The meaning of your lives
is still
unfolding.
Rest in peace.
In me
the meaning of your lives
is still
unfolding.
Rest in peace, in me.
The meaning of your lives
is still
unfolding.
Rest. In me
the meaning of your lives
is still
unfolding.
Rest. In peace
in me
the meaning of our lives
is still
unfolding.
Rest.)
Jesus curses a fig tree in the gospels of Mark (“May no one ever eat fruit from you again”) and Matthew (“May no fruit ever come from you again!”). In Luke, Jesus doesn’t curse a fig tree, but he tells a parable about a fig tree. And in the Infancy Gospel of Thomas (a Gnostic text about, well, just what it says), there’s no fig story, but a similar curse: “O evil, ungodly, and foolish one, what hurt did the pools and the waters do thee? behold, now also thou shalt be withered like a tree, and shalt not bear leaves, neither root, nor fruit.” (IGoT III.2)

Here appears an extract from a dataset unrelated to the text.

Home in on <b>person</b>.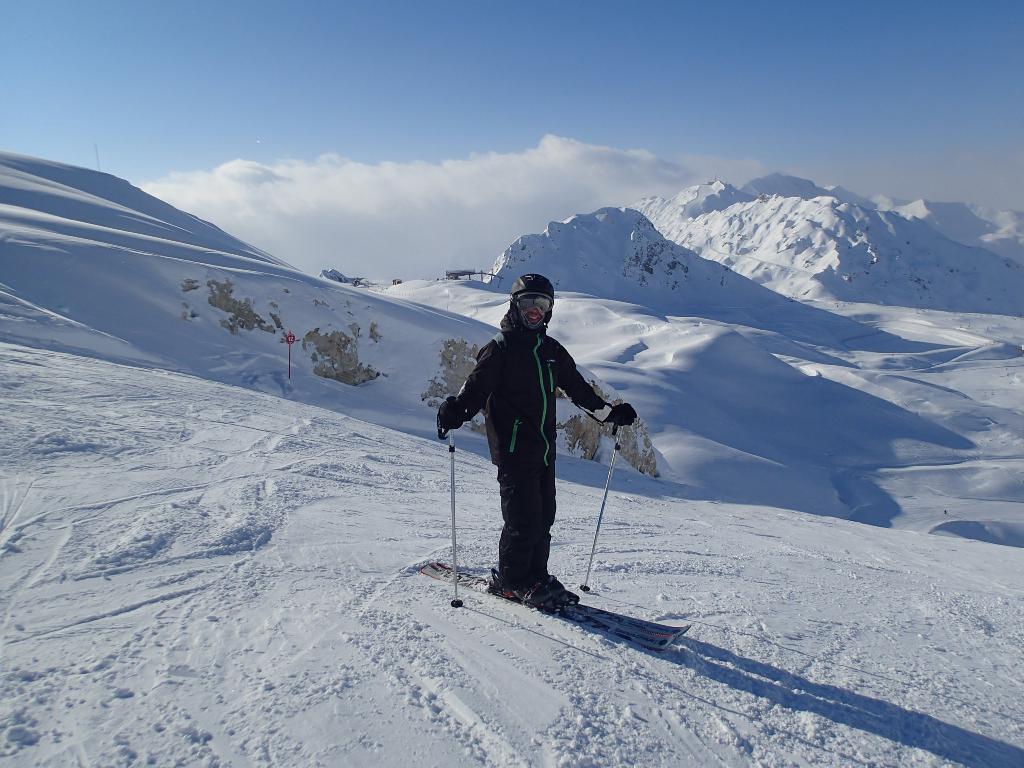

(Orthodox Christianity — your Catholics, Protestants, and the like — will claim that we don’t know much about Jesus’s childhood. But that’s because they refuse to recognize extrabiblical texts, like the Infancy Gospel of Thomas, which cover a lot of that stuff.)
Let’s unpack just a little bit of history. The Hebrew Bible — what Christians call the Old Testament but shouldn’t, because it’s anti-Semitic — was written by Jews for Jews to compile their history and catalog the rules, rites, and rituals necessary to worship YHWH. (Eventually I’ll stop reminding you about this — that the Tanakh is non-Christian — but not yet.)
There are messianic passages in the Hebrew Bible. The concept of a messiah originates in Judaism. For the Jews, the messiah was prophesied to be a Jewish king from the line of David, who would come to battle all of Israel’s enemies and establish the Messianic Age. He would come as a warrior.
By the time of Jesus, there are some Jews who are anxious about the messiah, who doesn’t seem to be on any sort of schedule, and they’re not sure what’s going to happen. But they are desperately looking for a messiah. Those Jews will eventually find Jesus (who is also Jewish), and proclaim him as the messiah. They will work backwards from many of the prophecies in the Tanakh to show how Jesus checks all the boxes for messiahship. They’re done looking.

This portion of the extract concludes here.